Methods on the Class
On classes themselves, statically, there are a handful of useful methods and properties.
SomeClass.name
is the name of the class.SomeClass.create()
creates a new instance of the class.SomeClass.isInstance(o)
checks ifo
is an instance of the class (or a subclass).SomeClass.isSubModel(OtherClass)
returnstrue
ifOtherClass
is a descendant ofSomeClass
.
Listeners
Listeners are like methods, but this
is always bound to the object, making
them easier to pass as event handlers.
The listener is attached to the object like a normal method, which can be called
directly with this.onMouseMove()
. Under the hood, however, there are several
differences.
- Listeners always have
this
bound properly, so they can be passed as callbacks, as above, without being explicitly bound. - Listeners can be merged, or batched. The first event that comes in starts the
clock, when the timer expires, your code is called once with the most
recent event.
isMerged: 100
will merge events and fire the real code 100ms after the first event arrives. After that time expires, another event arriving will start the clock again. This is useful to avoid spamming database or network updates.isFramed: true
will merge events and fire your code on the next animation frame. This is useful to avoid redrawing more than once per frame. Your code receives the most recent event, same asisMerged
.
Actions
Actions are guarded, GUI-friendly methods. FOAM will run code you supply to determine whether the button for this action should be hidden, visible but disabled, or enabled.
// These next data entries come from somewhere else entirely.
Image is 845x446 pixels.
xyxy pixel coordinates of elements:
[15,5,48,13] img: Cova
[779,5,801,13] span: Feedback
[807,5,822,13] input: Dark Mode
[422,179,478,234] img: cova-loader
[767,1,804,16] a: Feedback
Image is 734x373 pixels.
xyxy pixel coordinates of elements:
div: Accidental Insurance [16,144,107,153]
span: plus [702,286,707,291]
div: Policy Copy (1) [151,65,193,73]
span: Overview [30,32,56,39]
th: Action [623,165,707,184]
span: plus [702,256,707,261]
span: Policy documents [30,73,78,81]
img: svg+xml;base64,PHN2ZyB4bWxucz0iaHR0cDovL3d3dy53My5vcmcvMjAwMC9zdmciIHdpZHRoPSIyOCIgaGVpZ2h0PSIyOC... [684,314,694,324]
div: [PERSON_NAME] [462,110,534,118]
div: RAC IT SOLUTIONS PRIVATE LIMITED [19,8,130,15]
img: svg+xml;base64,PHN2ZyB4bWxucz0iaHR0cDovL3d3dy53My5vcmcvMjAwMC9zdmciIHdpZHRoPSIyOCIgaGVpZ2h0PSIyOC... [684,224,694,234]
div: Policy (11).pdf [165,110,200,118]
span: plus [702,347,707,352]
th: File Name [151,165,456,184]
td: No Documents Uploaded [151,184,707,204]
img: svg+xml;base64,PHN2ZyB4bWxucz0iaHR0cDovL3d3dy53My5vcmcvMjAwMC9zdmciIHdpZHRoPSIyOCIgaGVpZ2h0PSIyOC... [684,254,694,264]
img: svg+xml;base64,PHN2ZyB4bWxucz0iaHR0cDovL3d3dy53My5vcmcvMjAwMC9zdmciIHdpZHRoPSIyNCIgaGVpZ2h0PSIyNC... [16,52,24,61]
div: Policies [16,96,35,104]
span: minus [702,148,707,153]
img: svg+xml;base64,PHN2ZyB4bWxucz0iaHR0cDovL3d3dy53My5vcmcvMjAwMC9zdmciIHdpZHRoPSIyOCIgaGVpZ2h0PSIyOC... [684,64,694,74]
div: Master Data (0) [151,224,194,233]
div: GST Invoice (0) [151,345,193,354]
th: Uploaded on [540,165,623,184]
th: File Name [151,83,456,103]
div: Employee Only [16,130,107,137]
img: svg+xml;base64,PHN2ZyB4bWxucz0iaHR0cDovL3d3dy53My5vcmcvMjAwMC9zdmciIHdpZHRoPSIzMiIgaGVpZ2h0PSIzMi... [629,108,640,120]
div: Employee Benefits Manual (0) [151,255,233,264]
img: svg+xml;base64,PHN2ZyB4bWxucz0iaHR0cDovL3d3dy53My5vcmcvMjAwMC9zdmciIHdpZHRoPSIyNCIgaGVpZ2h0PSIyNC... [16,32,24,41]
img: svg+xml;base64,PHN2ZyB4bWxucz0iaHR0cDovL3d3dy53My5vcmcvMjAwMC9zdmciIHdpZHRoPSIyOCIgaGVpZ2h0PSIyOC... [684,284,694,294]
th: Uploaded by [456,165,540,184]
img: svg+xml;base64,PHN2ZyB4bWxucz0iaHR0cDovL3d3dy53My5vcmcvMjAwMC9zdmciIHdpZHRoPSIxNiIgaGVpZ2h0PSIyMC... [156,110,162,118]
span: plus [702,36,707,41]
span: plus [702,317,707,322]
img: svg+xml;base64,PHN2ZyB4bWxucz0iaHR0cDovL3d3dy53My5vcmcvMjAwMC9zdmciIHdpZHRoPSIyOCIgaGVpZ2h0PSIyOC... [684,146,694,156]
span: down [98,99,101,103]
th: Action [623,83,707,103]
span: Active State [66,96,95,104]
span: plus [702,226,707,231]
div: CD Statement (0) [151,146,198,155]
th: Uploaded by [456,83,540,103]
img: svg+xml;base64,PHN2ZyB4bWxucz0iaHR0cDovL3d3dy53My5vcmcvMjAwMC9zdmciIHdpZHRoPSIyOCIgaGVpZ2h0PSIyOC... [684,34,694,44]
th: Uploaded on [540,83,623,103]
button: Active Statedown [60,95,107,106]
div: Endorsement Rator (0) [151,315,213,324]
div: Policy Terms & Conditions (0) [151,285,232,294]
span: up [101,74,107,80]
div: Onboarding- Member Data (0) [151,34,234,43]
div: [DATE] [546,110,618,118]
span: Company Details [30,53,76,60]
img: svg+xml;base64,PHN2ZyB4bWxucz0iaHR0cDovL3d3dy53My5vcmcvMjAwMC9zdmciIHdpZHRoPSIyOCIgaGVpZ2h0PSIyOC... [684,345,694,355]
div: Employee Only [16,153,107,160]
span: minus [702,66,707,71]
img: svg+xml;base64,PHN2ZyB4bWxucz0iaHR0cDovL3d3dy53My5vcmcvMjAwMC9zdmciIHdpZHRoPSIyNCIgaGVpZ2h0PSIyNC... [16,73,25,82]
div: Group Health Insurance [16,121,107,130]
By default, an action is always visible and enabled (so the isAvailable
above
is unnecessary). This button is always visible but only enabled when
this.isStarted
is false. When the button is clicked while enabled, action
is
called. If the button is disabled, nothing happens on a click.
Methods on all objects
FOAM includes several properties and methods on all objects:
model_
: Every object has a pointer to itsModel
. This is the Javascript representation of its class, the same object you passed toCLASS()
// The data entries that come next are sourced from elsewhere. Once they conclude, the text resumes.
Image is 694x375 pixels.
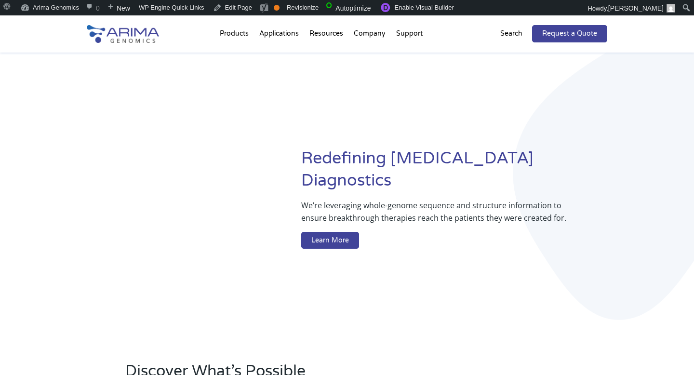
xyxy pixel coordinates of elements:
a: Request a Quote [532,25,607,42]
span: [PERSON_NAME] [608,4,664,12]
a: Learn More [301,232,359,249]
p: We’re leveraging whole-genome sequence and structure information to ensure breakthrough therapies... [301,199,569,232]
h1: Redefining [MEDICAL_DATA] Diagnostics [301,148,607,199]
img: Arima-Genomics-logo [87,25,159,43]
p: Search [500,27,523,40]
div: OK [274,5,280,11]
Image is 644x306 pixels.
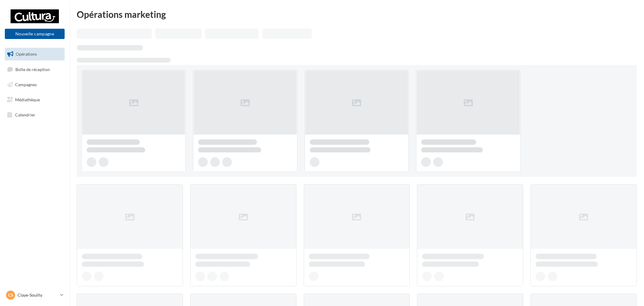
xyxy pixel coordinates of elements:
[4,78,66,91] a: Campagnes
[77,10,637,18] div: Opérations marketing
[4,108,66,121] a: Calendrier
[5,29,65,39] button: Nouvelle campagne
[4,93,66,106] a: Médiathèque
[4,47,66,60] a: Opérations
[4,63,66,76] a: Boîte de réception
[17,291,58,298] p: Claye-Souilly
[5,290,65,300] a: CS Claye-Souilly
[15,67,49,72] span: Boîte de réception
[15,51,37,56] span: Opérations
[8,291,14,298] span: CS
[15,97,40,102] span: Médiathèque
[15,111,35,117] span: Calendrier
[15,82,37,87] span: Campagnes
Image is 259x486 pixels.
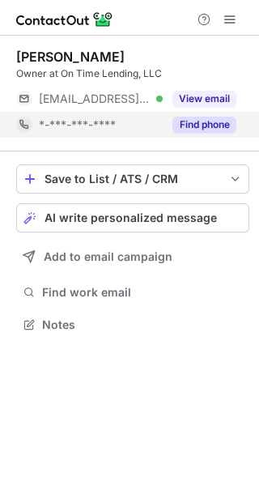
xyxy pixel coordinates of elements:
span: Find work email [42,285,243,299]
button: Reveal Button [172,117,236,133]
button: save-profile-one-click [16,164,249,193]
button: Notes [16,313,249,336]
div: Owner at On Time Lending, LLC [16,66,249,81]
button: Find work email [16,281,249,304]
span: [EMAIL_ADDRESS][DOMAIN_NAME] [39,91,151,106]
button: AI write personalized message [16,203,249,232]
button: Reveal Button [172,91,236,107]
span: AI write personalized message [45,211,217,224]
button: Add to email campaign [16,242,249,271]
img: ContactOut v5.3.10 [16,10,113,29]
div: [PERSON_NAME] [16,49,125,65]
div: Save to List / ATS / CRM [45,172,221,185]
span: Add to email campaign [44,250,172,263]
span: Notes [42,317,243,332]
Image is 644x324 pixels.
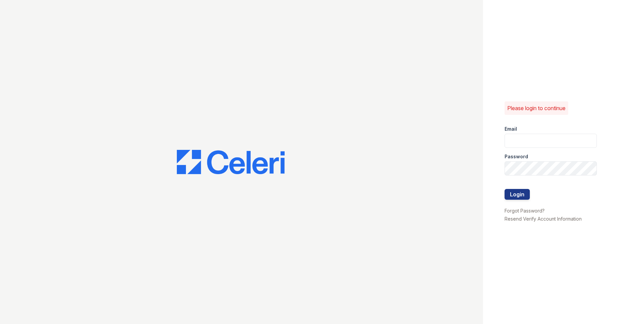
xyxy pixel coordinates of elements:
label: Password [504,153,528,160]
label: Email [504,126,517,132]
img: CE_Logo_Blue-a8612792a0a2168367f1c8372b55b34899dd931a85d93a1a3d3e32e68fde9ad4.png [177,150,284,174]
p: Please login to continue [507,104,566,112]
button: Login [504,189,530,200]
a: Forgot Password? [504,208,545,214]
a: Resend Verify Account Information [504,216,582,222]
.- These representations have their own model,
Model
.
- These representations have their own model,
o.equals(x)
compareso
andx
o.compareTo(x)
returns the usual -1, 0 or 1.o.hashCode()
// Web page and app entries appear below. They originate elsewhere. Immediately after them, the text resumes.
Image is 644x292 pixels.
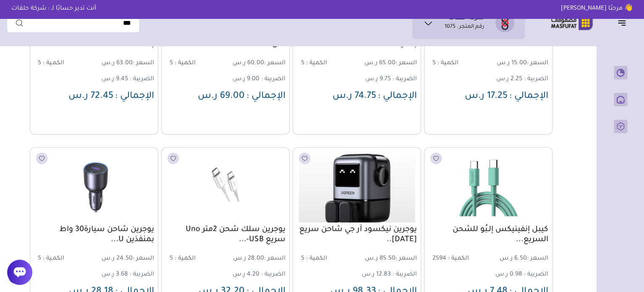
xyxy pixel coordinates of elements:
[554,4,639,13] p: 👋 مرحبًا [PERSON_NAME]
[437,60,458,67] span: الكمية :
[495,13,515,32] img: شركة حلقات
[429,224,548,245] a: كيبل إنفينيكس إلـبُو للشحن السريع...
[429,152,548,222] img: 20250909140709530243.png
[332,91,376,102] span: 74.75 ر.س
[305,255,326,262] span: الكمية :
[495,271,522,278] span: 0.98 ر.س
[264,60,285,67] span: السعر :
[169,60,173,67] span: 5
[523,271,548,278] span: الضريبة :
[305,60,326,67] span: الكمية :
[129,271,154,278] span: الضريبة :
[496,76,522,83] span: 2.25 ر.س
[432,60,435,67] span: 5
[5,4,102,13] p: أنت تدير حسابًا لـ : شركة حلقات
[377,91,417,102] span: الإجمالي :
[174,60,195,67] span: الكمية :
[95,60,154,68] span: 63.00 ر.س
[365,76,391,83] span: 9.75 ر.س
[489,60,548,68] span: 15.00 ر.س
[115,91,154,102] span: الإجمالي :
[545,15,599,31] img: Logo
[174,255,195,262] span: الكمية :
[448,15,484,23] h1: شركة حلقات
[43,255,64,262] span: الكمية :
[489,255,548,263] span: 6.50 ر.س
[101,271,128,278] span: 3.68 ر.س
[38,60,41,67] span: 5
[198,91,245,102] span: 69.00 ر.س
[68,91,113,102] span: 72.45 ر.س
[292,148,422,226] img: 2025-09-07-68bd7d877ccaf.png
[509,91,548,102] span: الإجمالي :
[232,271,259,278] span: 4.20 ر.س
[261,271,285,278] span: الضريبة :
[246,91,285,102] span: الإجمالي :
[227,255,285,263] span: 28.00 ر.س
[43,60,64,67] span: الكمية :
[38,255,41,262] span: 5
[358,60,417,68] span: 65.00 ر.س
[166,152,284,222] img: 20250907153530341655.png
[392,271,417,278] span: الضريبة :
[361,271,391,278] span: 12.83 ر.س
[445,23,484,32] p: رقم المتجر : 1075
[527,60,548,67] span: السعر :
[232,76,259,83] span: 9.00 ر.س
[392,76,417,83] span: الضريبة :
[129,76,154,83] span: الضريبة :
[95,255,154,263] span: 24.50 ر.س
[448,255,469,262] span: الكمية :
[132,60,154,67] span: السعر :
[527,255,548,262] span: السعر :
[358,255,417,263] span: 85.50 ر.س
[464,91,507,102] span: 17.25 ر.س
[261,76,285,83] span: الضريبة :
[264,255,285,262] span: السعر :
[395,255,417,262] span: السعر :
[132,255,154,262] span: السعر :
[101,76,128,83] span: 9.45 ر.س
[523,76,548,83] span: الضريبة :
[297,224,417,245] a: يوجرين نيكسود آر جي شاحن سريع [DATE]..
[432,255,446,262] span: 2594
[169,255,173,262] span: 5
[395,60,417,67] span: السعر :
[35,152,153,222] img: 20250907153519857610.png
[300,60,304,67] span: 5
[300,255,304,262] span: 5
[166,224,285,245] a: يوجرين سلك شحن 2متر Uno سريع USB-...
[34,224,154,245] a: يوجرين شاحن سيارة30 واط بمنفذين U...
[227,60,285,68] span: 60.00 ر.س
is similar to Java.o.diff(x)
returns a diff ofo
againstx
, property by property.o.clone()
returns a shallow copy ofo
.o.deepClone()
is of course a deep copy.o.toJSON()
ando.toXML()
return JSON or XML as a string. Parsers are included to read them in again.o.write(document)
writes the default view of the object into the document.
DAOs
The DAO interface looks like this, if you pretend Javascript supports interfaces:
a Sink
looks like this:
Note that every DAO is therefore also a Sink, making it trivial to pull data
from one DAO into another: sourceDAO.select(targetDAO)
.
Here’s an example of using the DAO interface to make a query:
This is generally SQL-like, but instead of parsing a string it constructs the query directly. This has no parsing overhead, and completely avoids SQL injection. It also adds some typechecking, though Javascript can only take that so far.
This query syntax works on all DAOs, including plain Javascript arrays. It is
also extensible - the MLang
syntax - AND
, EQ
, and so on - are simple
expressions, and you can write new ones if needed.